The aftershock of pandemic social distancing is real: more time online, less time in the hands-on world.
“Across the board, we see increased anxiety, reduced tolerance for the uncertain and unpredictable, and a lingering increase in screen time and constant exposure to social media and news,” Morgan says.
What’s more, kids are facing more economic insecurity related to housing, food and employment.
“There are shifting societal expectations and basic needs are more of a challenge than they’ve been in recent history,” Morgan notes, citing attendance as a potential signal of mental health battle.
‘There is no wrong door’
With all this high-frequency noise coming from all directions, schools are addressing anxiety head on.
At St. Ed’s, 25 students received mental health first-aid responder training last fall. Monthly Zoom workshops for parents span topics from substance use and suicide prevention to executive functioning.
The LIME club focuses on eliminating the stigma of seeking help.
“Because it is student-driven, they come up with the ideas, and it has been very well-received,” Andrews says.
LIME holds town halls for students and outreach events such as a No Shave November to recognize men’s mental health needs, and affirmation “fun stuff” such as a Cocoa Comfort Station and “Best Part of Your Day” testimonials. The grassroots club bubbled up from the student body.
“A group of students were interested in changing the culture of mental health,”
Andrews says.
Breaking down barriers in an all-boys school calls for creativity, she adds. Last year, St. Ed’s hosted an Out of the Darkness Walk in partnership with the American Foundation for Suicide Prevention to raise money for suicide awareness. The school plans to host the event again this year.
“Historically, it was like, ‘We don’t talk about feelings.
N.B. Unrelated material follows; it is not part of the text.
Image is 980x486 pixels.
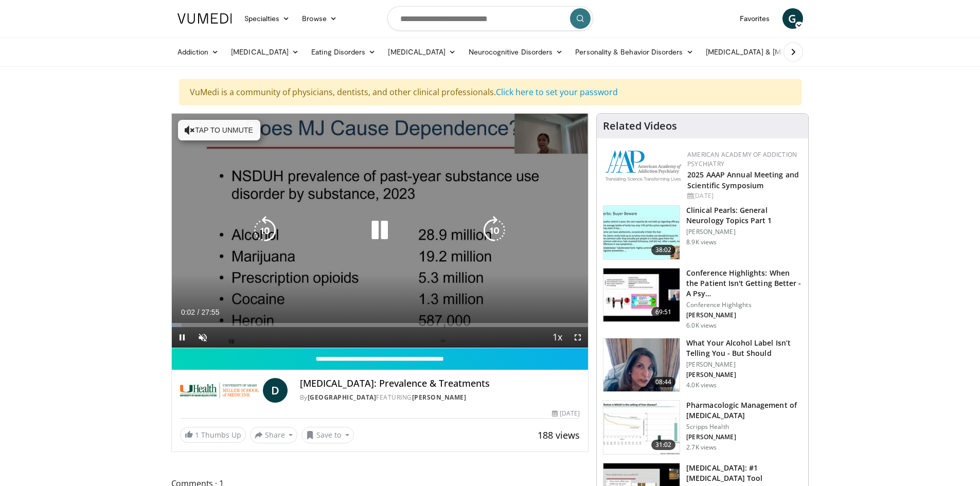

I’m supposed to be tough and suck it up,’” she says. “We’re role modeling to these kids that you can be a strong guy and have emotions.”
At the top, LCRG offers parent forums that tackle topics in a research-backed format based on the school’s data and global insights. Last fall, a seminar covered the impact of AI. Others included sleep, growth mindset, anxiety and stress.
Parent coffees provide smaller group sessions for connecting. In school, mental health awareness and strategies are baked into the curriculum. For Laurel students in kindergarten through fifth grade, GatorAid (named after the school’s mascot) addresses social-
emotional topics delivered weekly by the in-house school psychologist in the classroom.
Laurel’s Upper School girls participate in seminar weekly activities centered on issues such as disordered eating, depression, suicidality, self-harm, and safe and unsafe relationships. Some seniors at Laurel School have completed capstone projects centered on well-being and life “beyond the screen.”
“They have hard-fought social and emotional relationships,” Cordiano says, “and they want to put that knowledge to good use and think about how to make a tricky developmental period more manageable.”